“Rachel” by Angelina Weld Grimké premiered in New York in April 1917. When the show opened, it made history as the first play written by an African American author with an all-black cast to be performed before an integrated audience. Now, the play will be making its Philadelphia debut at the Quintessence Theatre Group in Mount Airy.
“Rachel” tells the story of an African-American family struggling to achieve liberty and happiness in a Northern city. The play’s eponymous protagonist, an ambitious high school graduate, tries to find a career and love in the face of systemic racism. Ultimately, Rachel rejects both the paths of motherhood and marriage.

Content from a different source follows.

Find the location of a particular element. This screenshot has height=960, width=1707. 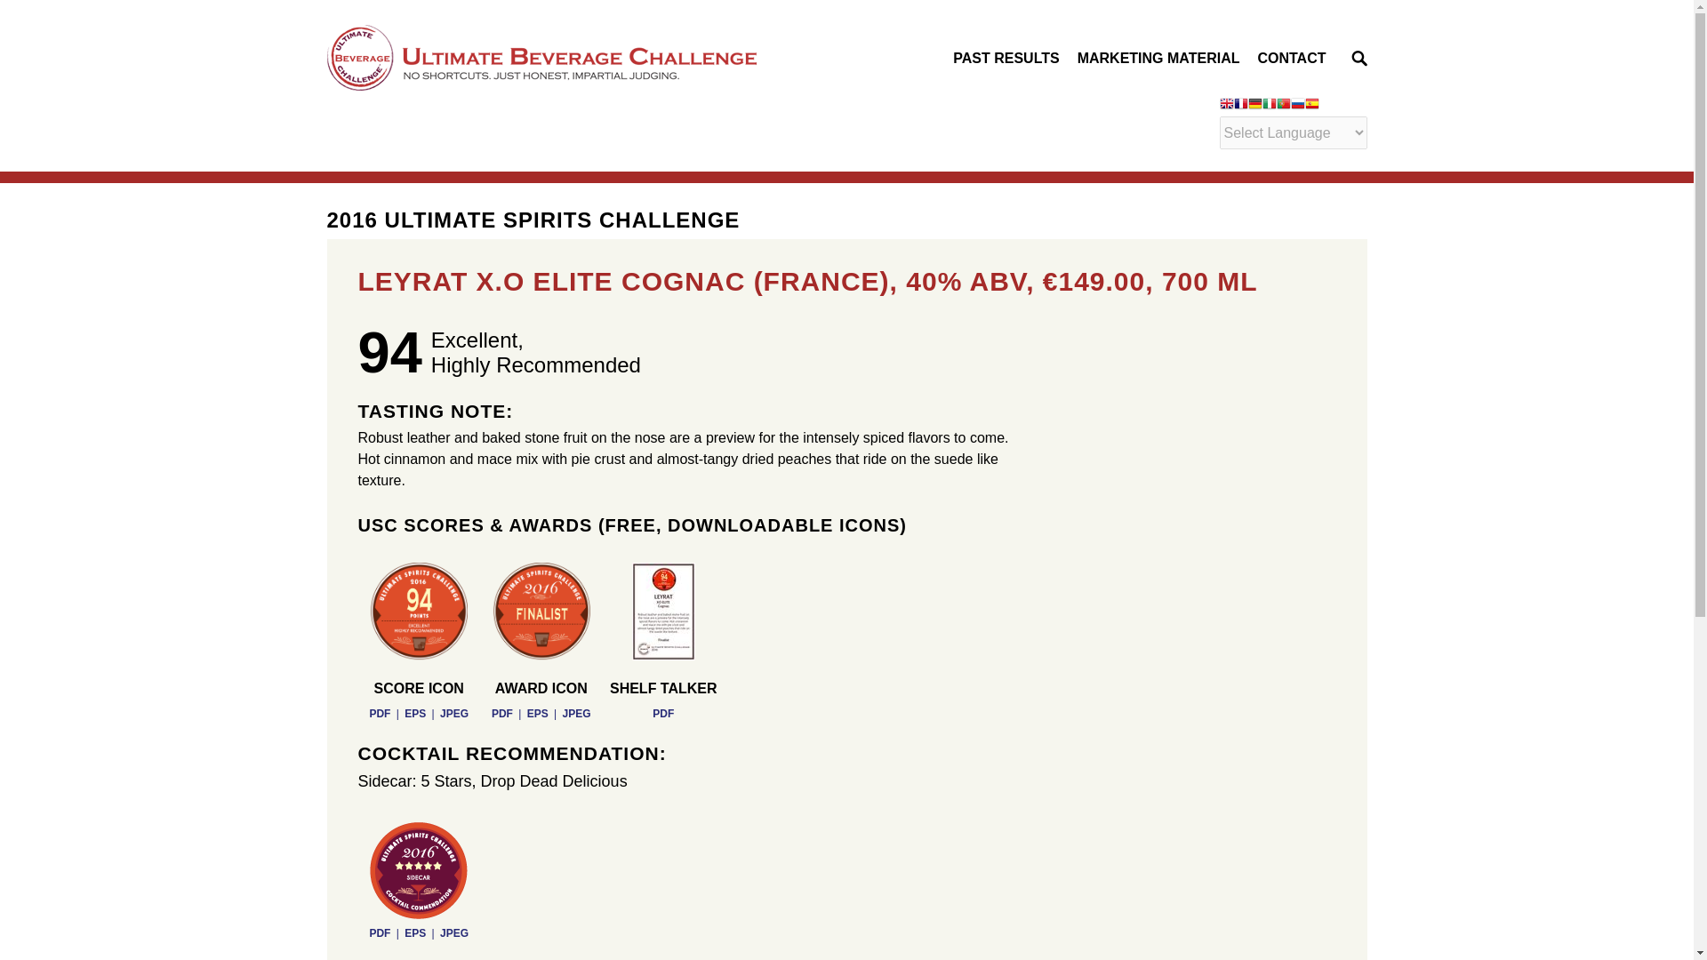

JPEG is located at coordinates (576, 713).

Alexandra Espinoza, the director of Quintessence’s production of the show, described how the play reverberates today. “‘Rachel’ is a play that is both specific to its time and chillingly prescient for our current moment,” said Espinoza. “Angelina Weld Grimké was a black, queer woman who wrote this play in 1915 as a direct repudiation of the white supremacist propaganda film, ‘Birth of a Nation.'”
Angelina Weld Grimké came from a lineage of history-making women; she was the great niece of Angelina Grimké Weld (after whom she is named) and Sarah Moore Grimké, abolitionists involved in the American Antislavery Society.
“Rachel” opens at the Quintessence Theatre Group on January 29 and runs until February 23.